While the teenage girls and the cityscape suggest youthful energy, the girls’ posture evokes either apprehension of the inevitable development or a quiet moment of solitary reflection. With one leg hanging on the visible side of the wall, the girls’ positions suggest having one foot in the future and another in the past.
One usually sees a photograph as capturing a very slender slice of history. However, Weng Fen’s images appear to depict China’s future and present, with the divide on which the girls sit in the present.
Bird’s Eye View
In Weng Fen’s next project, Bird’s Eye View, he again uses school girls as his subjects, though for this body of work, some of them are looking down from the tops of skyscrapers rather than sitting on walls looking up from ground level. However, the foreground, which is now the building’s roof, remains a separate space, different from the extensive skyline yonder.
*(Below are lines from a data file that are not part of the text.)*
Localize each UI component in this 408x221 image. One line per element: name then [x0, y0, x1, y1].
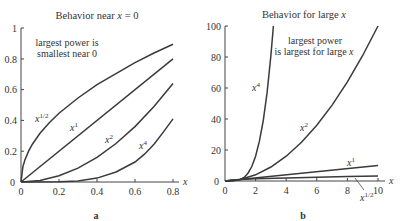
chart-a-xtick-label: 0: [19, 186, 24, 197]
chart-a-curve-x-2: [21, 83, 173, 182]
chart-a-xtick-label: 0.6: [129, 186, 142, 197]
chart-a-label-x-4: x4: [138, 139, 147, 151]
chart-a-x-axis-label: x: [182, 176, 188, 187]
chart-a-label-x-half: x1/2: [34, 112, 49, 124]
chart-a-ytick-label: 0.6: [5, 84, 18, 95]
chart-b-xtick-label: 6: [314, 185, 319, 196]
chart-b-xtick-label: 4: [284, 185, 289, 196]
chart-b-ytick-label: 80: [211, 52, 221, 63]
chart-a-ytick-label: 0.2: [5, 146, 18, 157]
chart-b-xtick-label: 0: [223, 185, 228, 196]
panel-label-a: a: [94, 210, 99, 221]
chart-b-xtick-label: 8: [345, 185, 350, 196]
figure: Behavior near x = 0 0 0.2 0.4 0.6 0.8 1 …: [0, 0, 408, 221]
chart-b-annotation-line2: is largest for large x: [274, 46, 354, 57]
chart-a-xtick-label: 0.4: [91, 186, 104, 197]
chart-a-ytick-label: 0.8: [5, 54, 18, 65]
chart-b-xtick-label: 2: [253, 185, 258, 196]
chart-a-annotation-line2: smallest near 0: [37, 48, 97, 59]
chart-b-curve-x-4: [225, 26, 273, 181]
chart-b: Behavior for large x 0 20 40 60 80 100 0: [206, 9, 394, 221]
chart-b-label-x-1: x1: [346, 156, 355, 168]
chart-a-annotation-line1: largest power is: [35, 37, 98, 48]
chart-b-label-x-2: x2: [299, 121, 308, 133]
chart-a-ytick-label: 0: [10, 177, 15, 188]
chart-a-xtick-label: 0.2: [53, 186, 66, 197]
chart-b-label-leader-line: [355, 178, 364, 190]
chart-b-ytick-label: 100: [206, 21, 221, 32]
panel-label-b: b: [300, 210, 306, 221]
chart-a-label-x-1: x1: [69, 121, 78, 133]
chart-a-title: Behavior near x = 0: [56, 10, 139, 21]
chart-a-label-x-2: x2: [104, 133, 113, 145]
chart-b-label-x-half: x1/2: [359, 191, 374, 203]
chart-b-ytick-label: 60: [211, 83, 221, 94]
chart-b-xtick-label: 10: [373, 185, 383, 196]
chart-b-ytick-label: 0: [214, 176, 219, 187]
chart-b-x-axis-label: x: [388, 175, 394, 186]
chart-a-ytick-label: 0.4: [5, 115, 18, 126]
chart-b-label-x-4: x4: [251, 81, 260, 93]
chart-a-curve-x-1: [21, 59, 173, 182]
chart-b-title: Behavior for large x: [262, 9, 346, 20]
chart-a-xtick-label: 0.8: [167, 186, 180, 197]
chart-b-annotation-line1: largest power: [288, 35, 343, 46]
chart-b-ytick-label: 40: [211, 114, 221, 125]
chart-a: Behavior near x = 0 0 0.2 0.4 0.6 0.8 1 …: [5, 10, 189, 221]
chart-b-ytick-label: 20: [211, 145, 221, 156]
chart-a-ytick-label: 1: [12, 23, 17, 34]
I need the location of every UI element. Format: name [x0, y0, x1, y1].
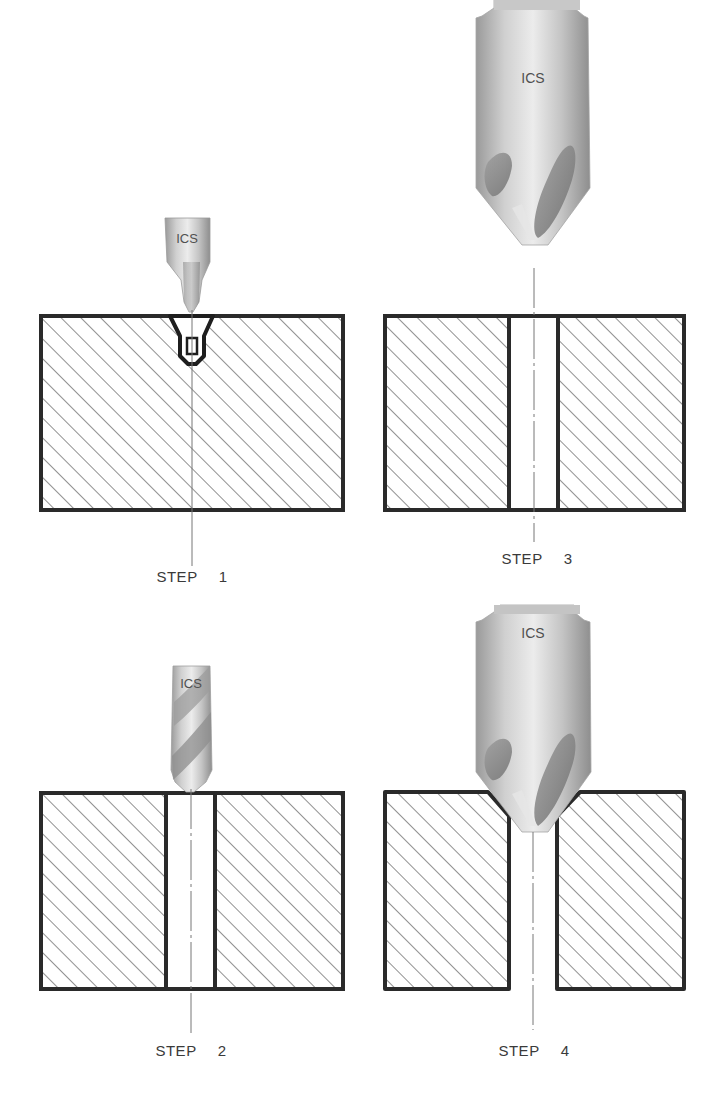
center-drill-tool: ICS	[165, 218, 210, 312]
step-3-workpiece-left	[385, 316, 509, 510]
step-3-label: STEP 3	[501, 550, 572, 567]
step-2-workpiece-right	[215, 793, 343, 989]
step-2-group: ICS	[41, 666, 343, 1033]
step-3-group: ICS	[385, 0, 684, 542]
step-1-tool-brand: ICS	[176, 231, 198, 246]
step-1-group: ICS	[41, 218, 343, 566]
step-1-label: STEP 1	[156, 568, 227, 585]
step-2-workpiece-left	[41, 793, 166, 989]
step-3-tool-brand: ICS	[521, 70, 544, 86]
step-4-label: STEP 4	[498, 1042, 569, 1059]
step-4-tool-brand: ICS	[521, 625, 544, 641]
drilling-process-diagram: ICS ICS ICS	[0, 0, 726, 1106]
step-4-workpiece-left	[385, 792, 509, 989]
step-4-workpiece-right	[557, 792, 684, 989]
countersink-tool-step-3: ICS	[476, 0, 590, 245]
step-3-workpiece-right	[558, 316, 684, 510]
twist-drill-tool: ICS	[171, 666, 212, 792]
step-2-label: STEP 2	[155, 1042, 226, 1059]
step-4-group: ICS	[385, 605, 684, 1030]
step-2-tool-brand: ICS	[180, 676, 202, 691]
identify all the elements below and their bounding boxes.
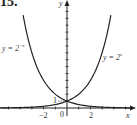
- y-axis-arrow-icon: [65, 0, 70, 6]
- y-tick-label-1: 1: [53, 96, 57, 105]
- x-axis-label: x: [126, 111, 130, 120]
- x-tick-label-0: 0: [60, 110, 64, 119]
- x-tick-label-2: 2: [89, 111, 93, 120]
- x-axis-arrow-icon: [130, 106, 136, 111]
- curve-label-2-pow-x: y = 2x: [103, 52, 122, 62]
- y-axis-label: y: [59, 0, 63, 8]
- curve-label-2-pow-neg-x: y = 2−x: [2, 43, 25, 53]
- exponential-plot: [0, 0, 137, 125]
- x-tick-label-neg2: −2: [39, 111, 48, 120]
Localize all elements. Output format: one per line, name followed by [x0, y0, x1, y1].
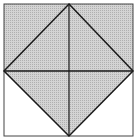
geometry-diagram [0, 0, 137, 140]
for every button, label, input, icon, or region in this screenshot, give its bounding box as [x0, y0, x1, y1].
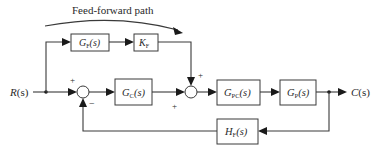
block-diagram: Feed-forward path R(s) GF(s) KF + + − GC… [0, 0, 378, 154]
sum2-sign-left: + [172, 101, 177, 111]
feed-forward-title: Feed-forward path [72, 4, 154, 16]
arrowhead-icon [62, 38, 71, 46]
sum1-sign-bottom: − [89, 98, 95, 109]
svg-text:GF(s): GF(s) [79, 37, 101, 49]
block-gc: GC(s) [115, 79, 152, 105]
arrowhead-icon [208, 88, 217, 96]
arrowhead-icon [79, 98, 87, 107]
sum2-sign-top: + [198, 70, 203, 80]
block-gpc: GPC(s) [217, 80, 260, 105]
line-kf-to-sum2 [158, 42, 191, 83]
summing-junction-1 [77, 86, 89, 98]
sum1-sign-left: + [70, 75, 75, 85]
svg-text:HF(s): HF(s) [224, 126, 248, 138]
block-gp: GP(s) [280, 80, 316, 105]
summing-junction-2 [185, 86, 197, 98]
arrowhead-icon [338, 88, 347, 96]
arrowhead-icon [187, 77, 195, 86]
block-kf: KF [134, 34, 158, 51]
arrowhead-icon [176, 88, 185, 96]
input-label: R(s) [9, 86, 29, 99]
feed-forward-arc [45, 20, 178, 30]
arrowhead-icon [271, 88, 280, 96]
feed-forward-arc-arrowhead-icon [173, 27, 183, 35]
arrowhead-icon [258, 127, 267, 135]
line-branch-to-gf [46, 42, 68, 92]
svg-text:GP(s): GP(s) [287, 87, 310, 99]
arrowhead-icon [68, 88, 77, 96]
block-hf: HF(s) [217, 119, 258, 144]
svg-text:C(s): C(s) [351, 86, 370, 99]
svg-text:GC(s): GC(s) [122, 87, 146, 99]
svg-text:R(s): R(s) [9, 86, 29, 99]
arrowhead-icon [125, 38, 134, 46]
output-label: C(s) [351, 86, 370, 99]
block-gf: GF(s) [71, 34, 109, 51]
arrowhead-icon [106, 88, 115, 96]
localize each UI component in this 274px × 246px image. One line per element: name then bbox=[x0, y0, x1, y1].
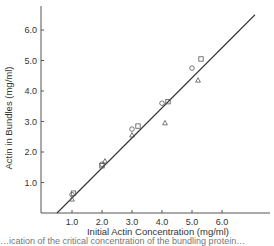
triangle-marker bbox=[130, 133, 135, 137]
square-marker bbox=[136, 124, 140, 128]
figure-caption-fragment: …ication of the critical concentration o… bbox=[0, 236, 274, 246]
x-tick-label: 1.0 bbox=[66, 217, 79, 227]
y-tick-label: 4.0 bbox=[24, 86, 37, 96]
square-marker bbox=[199, 57, 203, 61]
y-tick-label: 3.0 bbox=[24, 117, 37, 127]
fit-line bbox=[57, 15, 255, 213]
axes bbox=[41, 6, 270, 213]
y-tick-label: 2.0 bbox=[24, 147, 37, 157]
triangle-marker bbox=[196, 78, 201, 82]
triangle-marker bbox=[70, 197, 75, 201]
y-axis-title: Actin in Bundles (mg/ml) bbox=[3, 67, 14, 170]
circle-marker bbox=[160, 101, 165, 106]
circle-marker bbox=[130, 127, 135, 132]
regression-line bbox=[57, 15, 255, 213]
circle-marker bbox=[190, 66, 195, 71]
y-tick-label: 5.0 bbox=[24, 56, 37, 66]
triangle-marker bbox=[103, 159, 108, 163]
y-tick-label: 6.0 bbox=[24, 25, 37, 35]
data-points bbox=[70, 57, 204, 201]
triangle-marker bbox=[163, 120, 168, 124]
y-tick-label: 1.0 bbox=[24, 178, 37, 188]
In these images, the teenage girls are completely within the forefront rather than straddling two areas and stand with their backs to the camera so that their sightline, though hidden from the viewer, is apparently directed into the cityscape further ahead.
The fact that we cannot see the girls’ facial expressions, we are obliged to use our greater degree of imagination.
Analysis
Sitting on the Wall, Bird’s Eye View, and Staring at The Lake are about China’s era of modernization and urbanization that took place during the 1980s through economic globalization. The countryside’s urbanization development and the psychological mutations that resulted from the transformation are what Weng Fen is trying to capture with these images.
Speaking about the similarities between Sitting on the Wall and Bird’s Eye View, Weng Fen said:
These young girls are the mirrors of us. The distant cities are the by-products of modernization’s dream; in the eyes of people, they represent civilization and modern progress. The city has become the religion of today. By calmly observing this ‘hyper-progress’, I can then understand that men’s desires are the basis for social problems. The girls embody these desires, these needs. Through them, we are at the same time excited, puzzled, waiting…
The cities in the pictures (Haikou, Guangzhou, Shenzhen, and Shanghai) represent artificial nature, while the people are the host. The changes between the host and the guest (artificial nature) have resulted in uncertainty about rural urbanization.
The city of Haikou, where Weng Fen comes from and where some of the photographs were taken, used to be an experimental base of urbanization and modernization after the rural province of Hainan became China’s first Special Economic Zone in the 1980s. Within a short time, Hainan was transformed into a commercial zone.
Conclusion
The teenage girls sitting on the walls that separate the city and the rural area evoke the past scenery, while the shadow of the girls directs the audience to look at the city and the future. Sitting on the Wall reveals the transformations between artificial nature and humans; the cultural and psychological changes of people brought about by modernization.